We sit in awkward silence for two or three minutes, Lisa’s grandmother and me. I pick at the seam on my jacket.

“You like it here?” I ask finally. I’m not sure if I mean here, Birchwood, or here, America.

She answers both questions, and neither. “Once, I kept my own house. Cooked my own meals. Here,” she waves her arm, “here things are easier. Not so much for me to do.”

I can’t tell if this pleases or irritates her. Her gaze unsettles me; I turn my face to the window, pretending to be lost in the manicured view.

“I ran the hose through the sieve,” Lisa confesses to me twenty minutes later. “It worked rather well, actually.”

“What’s with the chores?” I ask.

“It’s just her way.” Lisa tucks a flower behind my ear. “It’s about proving my cleverness, or dedication, or something. Old Country rules. Well, Babushka?”

Her grandmother crosses her arms and cocks her head. “Bring me rainbows without rain, stars without night.”

“Oh, for the love of… Fine.” Lisa scans the room. Her voice changes. “Oh. I see. Can you get that down?”

I clamber onto the window seat and lift the disco ball off its hook. It’s covered in dust and grime and something loose rattles inside. Lisa digs in her bag, pulling out a microfiber cloth printed with tiny hearts.

We sit together on the window seat. I hold the ball in my lap while Lisa polishes, her face reflecting from every facet.

“It used to be an egg,” she says, as if to herself. “An egg, hidden inside a duck which was hidden inside a hare which was locked in a chest buried under an oak tree. To keep it safe.” She shrugs. “Times have changed, and this isn’t the Old Country. He made do.”

“What’s inside?” I turn the ball in my hands, listening to the thing inside clatter.

“A needle. And my father’s heart.”

Heartless, she had called him. I hadn’t realized she meant it literally. Her heart, though--I know where that resides.

“I love you,” I murmur in her ear. She looks up at me, flushing. Inside the ball, the loose thing shifts.

A dark-haired man walks into the room carrying a plastic bag and a wine bottle. “Chinese again, Matushka? You know it’s…” He catches sight of Lisa and me and freezes.

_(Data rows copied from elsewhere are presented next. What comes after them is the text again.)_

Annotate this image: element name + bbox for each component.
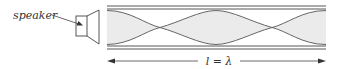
arrowhead-left-icon — [107, 59, 115, 64]
length-label: l = λ — [206, 55, 233, 68]
standing-wave-diagram: speaker l = λ — [0, 0, 338, 69]
speaker-icon — [76, 10, 99, 44]
arrowhead-right-icon — [318, 59, 326, 64]
wave-envelope-fill — [107, 11, 326, 45]
speaker-label: speaker — [13, 9, 58, 22]
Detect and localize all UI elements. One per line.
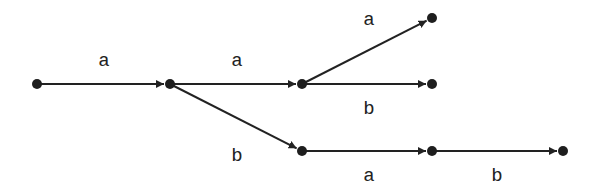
node-n7: [558, 146, 568, 156]
node-n3: [427, 13, 437, 23]
tree-diagram: aababab: [0, 0, 593, 196]
edge-label: b: [231, 145, 242, 167]
edge-label: a: [98, 50, 109, 72]
node-n5: [297, 146, 307, 156]
node-n0: [32, 79, 42, 89]
node-n4: [427, 79, 437, 89]
edge-label: a: [363, 9, 374, 31]
edge-label: b: [491, 165, 502, 187]
node-n6: [427, 146, 437, 156]
edge-n1-n5: [170, 84, 297, 148]
edges-group: [37, 21, 557, 151]
edge-label: a: [231, 50, 242, 72]
edge-label: b: [363, 98, 374, 120]
node-n1: [165, 79, 175, 89]
labels-group: aababab: [98, 9, 502, 187]
node-n2: [297, 79, 307, 89]
edge-label: a: [363, 165, 374, 187]
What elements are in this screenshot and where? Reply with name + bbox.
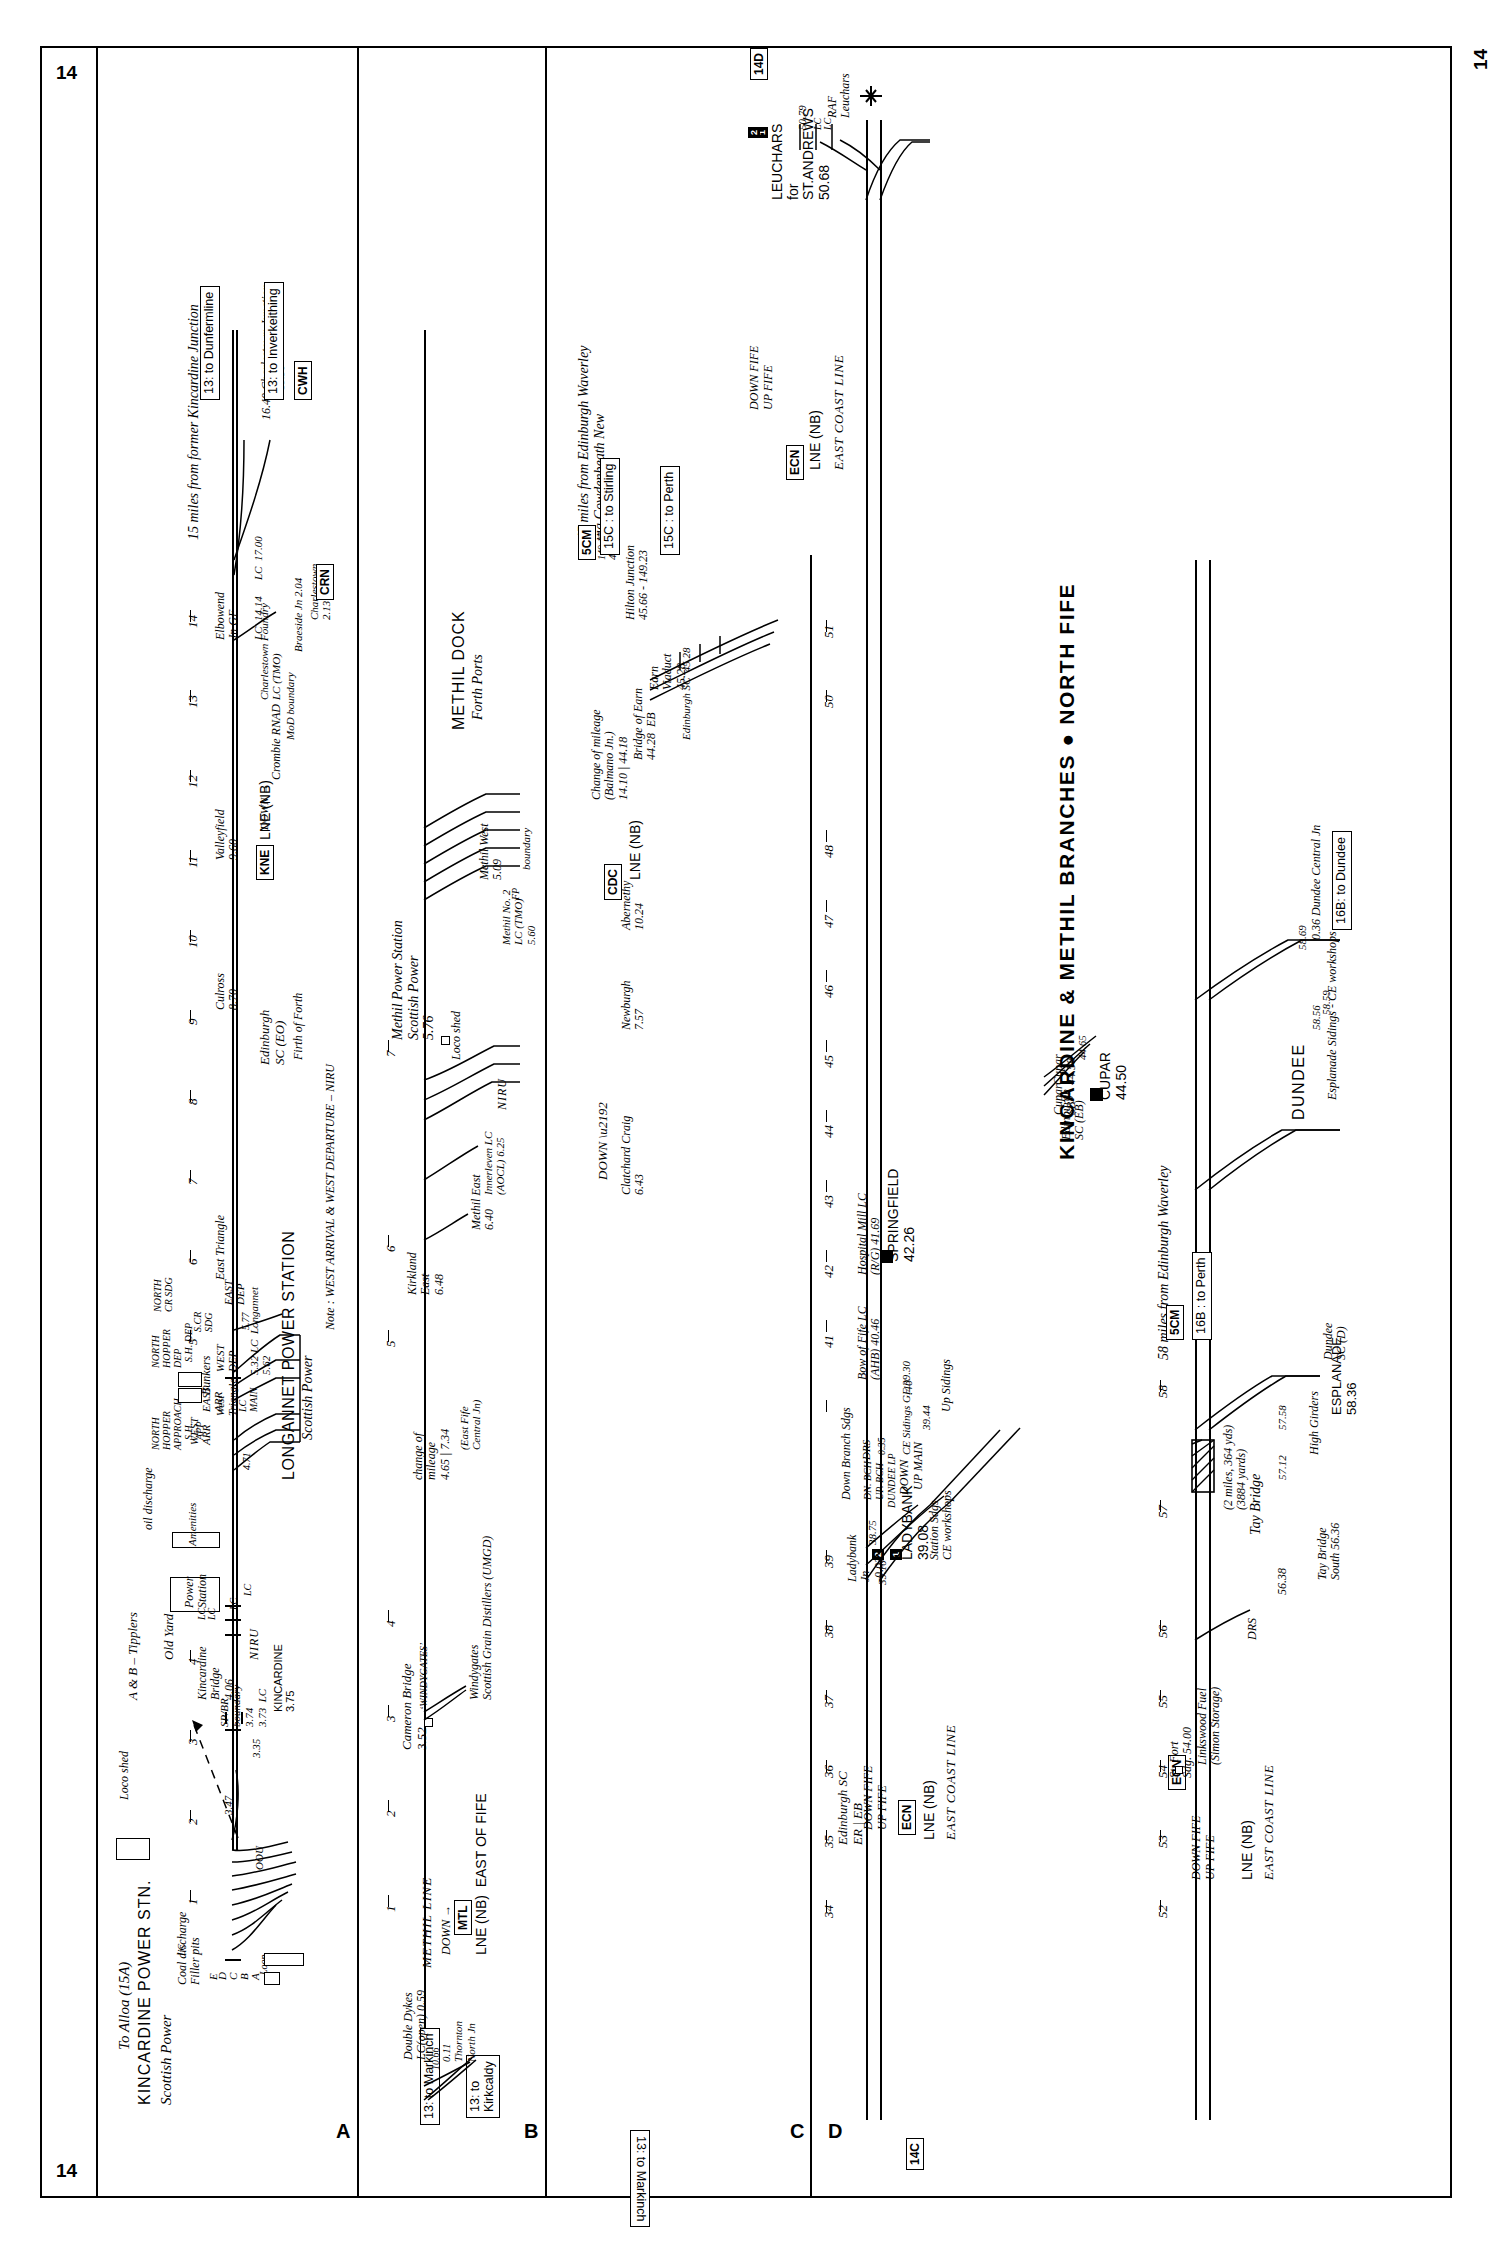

“These modern girls, they will do what they will.” Lisa’s grandmother spreads her gnarled hands. “Let her be.”

Lisa lays her own hands flat on the disco ball. “It’s been three years, Papa. I never wanted to break your heart. I only wanted to give mine away as I pleased.”

Her father looks from his daughter to his mother-in-law and back. Sunlight sparkles on the mirrored ball, sending flecks of light crawling across his face. “Well. You are both determined to break it one way or another. This, too, I will learn to live with.” He holds his hand out. “Kostya,” he introduces himself.

“Max,” I say. “Wait, let me hang this up where it’ll be safe.”

And I was there, and I drank the wine and ate my fill and all lived long and happily.


Christine Hanolsy is a science fiction and fantasy writer who cannot resist a love story. She serves on the editorial staff of the online writing community YeahWrite, where her primary portfolio includes microprose, flash fiction, and poetry. She was a 2015 BlogHer Voices of the Year recipient and community keynote speaker for her essay Rights and Privileges. Her short story, Afterimage, appears in the anthology Crush: Stories about Love (MidnightSun Publishing, September 2017). Christine lives in Portland, Oregon, USA, with her wife and their two sons.